CISA added CVE-2026-42897, a cross-site scripting zero-day in Microsoft Exchange Server's Outlook Web Access (OWA), to its Known Exploited Vulnerabilities catalogue on Friday 15 May 2026 with a federal remediation deadline of Friday 29 May. The vulnerability scores CVSS 8.1. Microsoft had not shipped a patch at the time the deadline was issued; the only available mitigation was the Exchange Emergency Mitigation Service (EEMS) URL-rewrite rule. Active exploitation was confirmed against on-premises Exchange Server 2016, 2019, and Subscription Edition. Exchange Online is unaffected 1 2.
CISA has now issued two deadline-before-patch rulings inside twelve days. The PAN-OS CVE-2026-0300 KEV addition on 6 May established the first such case, where Palo Alto's first patches shipped four days after CISA's federal deadline. Twelve days later, CISA repeated the move on Exchange. Binding Operational Directive 22-01, the 2021 instrument that gives the KEV catalogue federal force, was drafted on the assumption that remediation existed. Its text has not been amended to recognise mitigation as a compliance route, and Microsoft's own EEMS guidance carries documented side effects to OWA calendar, Light mode, and inline images. For federal civilian Chief Information Officers running on-premises Exchange, compliance now means accepting a degraded mail experience to satisfy a directive that does not formally contemplate the route they are taking.
Microsoft Intune, the company's mobile-device management product, has surfaced repeatedly in the 2026 KEV stream alongside its Exchange and OS estate. Outside the federal civilian executive branch the KEV is voluntary, but the ICO's Capita ruling treated NCSC guidance as enforceable GDPR baseline, and a US KEV deadline carries the same shape under UK and EU data-protection frameworks. The CISA directive may be federal in scope; its enforceability is now international by precedent.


PROBLEM REQUIREMENTS:
Among the entries below, find every line that has "looking" and pull it out.

[Page and application data records]
* * * * * * *

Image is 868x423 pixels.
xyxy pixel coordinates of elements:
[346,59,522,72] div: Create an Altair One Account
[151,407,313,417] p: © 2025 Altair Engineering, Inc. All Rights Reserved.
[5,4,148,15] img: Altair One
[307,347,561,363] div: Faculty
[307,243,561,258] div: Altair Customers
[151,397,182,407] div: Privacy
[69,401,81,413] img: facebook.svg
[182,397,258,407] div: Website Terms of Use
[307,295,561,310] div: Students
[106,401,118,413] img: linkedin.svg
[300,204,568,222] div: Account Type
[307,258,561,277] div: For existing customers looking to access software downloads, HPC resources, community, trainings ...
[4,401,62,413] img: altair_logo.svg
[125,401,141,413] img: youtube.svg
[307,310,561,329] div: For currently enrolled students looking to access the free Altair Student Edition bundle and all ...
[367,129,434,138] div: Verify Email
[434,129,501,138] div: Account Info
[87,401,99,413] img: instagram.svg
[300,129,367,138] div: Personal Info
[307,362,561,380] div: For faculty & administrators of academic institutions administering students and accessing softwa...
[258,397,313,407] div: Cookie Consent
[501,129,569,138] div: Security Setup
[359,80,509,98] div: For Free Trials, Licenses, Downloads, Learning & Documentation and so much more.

* * * * * * *

WORKED SOLUTION:
[307,258,561,277] div: For existing customers looking to access software downloads, HPC resources, community, trainings ...
[307,310,561,329] div: For currently enrolled students looking to access the free Altair Student Edition bundle and all ...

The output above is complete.